Carson’s lack of clarity about humans’ relationship to nature is summed up in her view of modern natural science. As much as she must rely on science for the better methods of pest control she wants to see put to work, she condemns its arrogance and seeks a new humility. She says that science must waken to the fact that in dealing with living beings, it is dealing with a world of “pressures and counterpressures … surges and recessions.”[94] Only by taking this complexity into account will science be able “cautiously” to “guide” such “life forces” into “channels favorable to ourselves.”[95]
The “control of nature” is a phrase conceived in arrogance, born of the Neanderthal age of biology and philosophy, when it was supposed that nature exists for the convenience of man.
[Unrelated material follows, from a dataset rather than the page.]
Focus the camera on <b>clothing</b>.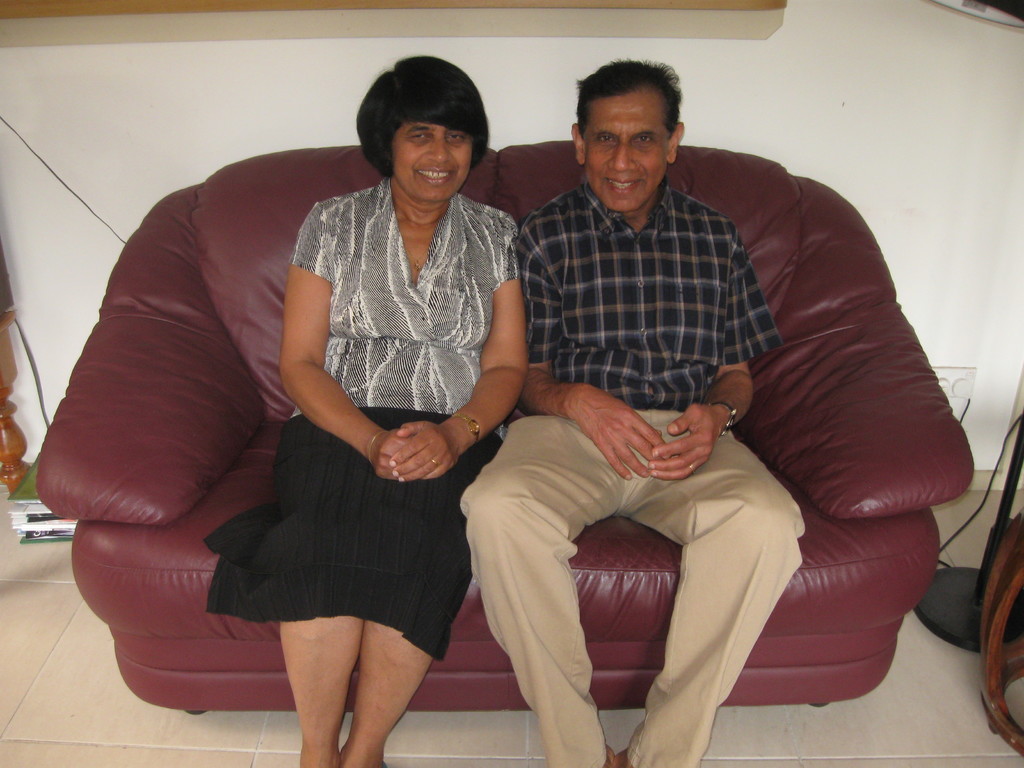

The concepts and practices of applied entomology for the most part date from that Stone Age of science. It is our alarming misfortune that so primitive a science has armed itself with the most modern and terrible weapons, and that in turning them against the insects it has also turned them against the earth.[96]
Carson’s last book is widely seen as an attempt to describe the kind of education children should have to produce the right relationship to nature. The title, A Sense of Wonder, already describes the essentials of that outlook.[97] Wonder, as she suggests, is indeed a good thing. But wonder and humility do not have to spring from the same sources as caution, nor would they necessarily have the same outcomes. Wonder is not consistent with a contemplative stance toward nature, a stance Carson clearly had an affinity for. Caution suggests an active stance. To channel nature cautiously is not to give up on control of nature; it is to control it better than we do now, as the slighting references to the stone age of philosophy and science suggest. Yet that age might have had a clearer picture than Carson of the difficulty of reconciling the activist and contemplative requirements she places on a more “modern” perspective.
By now, nothing can detract from Silent Spring’s immense contribution to the rise of the green crusade. But as our discussion suggests, it is not a fully coherent or completely worked out line of argument. While critical of the impact of the profit motive on government and science, it presents no complete critique of the American economic and political arrangements that produce such a result. While advocating humility toward nature, it maintains the necessity for human intervention, without fully articulating what constitutes legitimate and illegitimate intervention. While critical of one instantiation of modern science and technology, it relies on another. These tensions are not unique to Carson; they can be found in the work of other writers who have paid more attention to them and attempted to explain them. But they have not yet been fully resolved, even five decades after the publication of Silent Spring.